David Sabatini, MD, PhD

Member, Whitehead Institute
Associate Professor of Biology, MIT
Investigator of the Howard Hughes Medical Institute
Senior Associate Member, Broad Institute
Member, David H. Koch Institute for Integrative Cancer Research at MIT

617.258.6407 phone
617.258.5213 fax
sabatini@wi.mit.edu

Whitehead Member David Sabatini studies the mechanisms that regulate cell growth.

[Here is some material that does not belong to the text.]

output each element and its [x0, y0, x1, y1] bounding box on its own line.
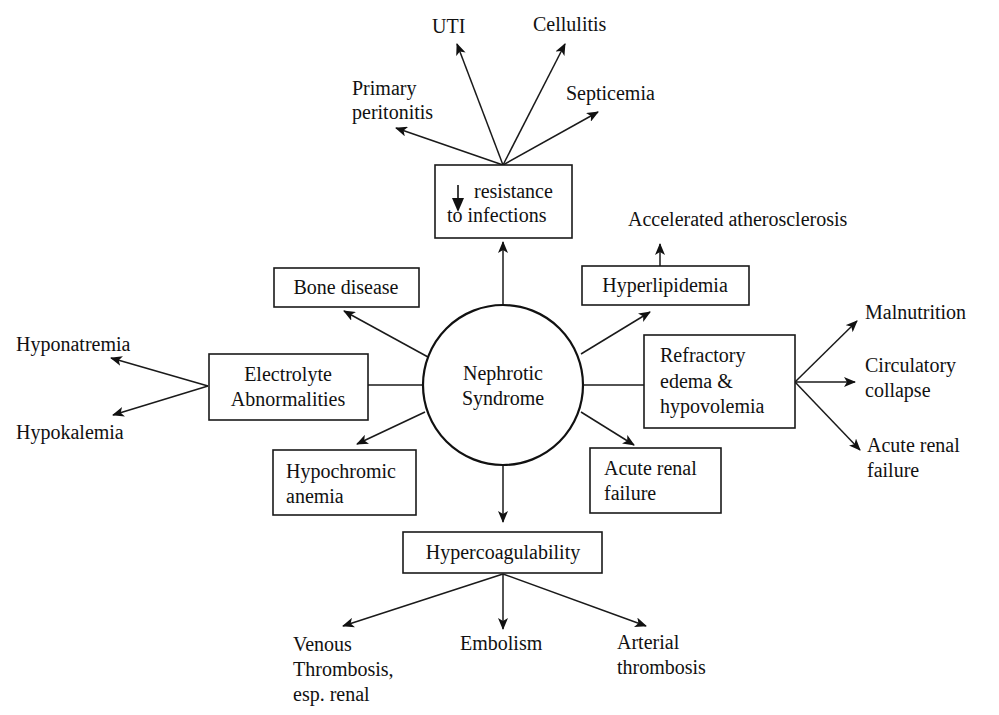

Spurred by the discovery of a cellular pathway that helps switch cell growth on and off, research in the Sabatini lab has linked growth to a cell’s ability to sense nutrients in its environment.

Selected Achievements
• Developed and patented novel cell microarray process
• Identified component parts of cell growth protein complex implicated in diseases such as cancer
• Named one of the world’s 100 Top Young Innovators by Technology Review
• Charles Ross Scholar at MIT in 2003
• 2003 Pew Scholar in the Biomedical Sciences
• 2004 Rita Allen Fellowship
• 2009 Paul Marks Prize

This growth-triggering system, known as the TOR (target of rapamycin) pathway, is composed of a complex of proteins that respond to nutrient cues. Sabatini is working to identify TOR pathway components and study how they work and interact. His efforts to understand mammalian TOR at the cellular level have provided a new way to investigate the role nutrients and metabolism play in disease.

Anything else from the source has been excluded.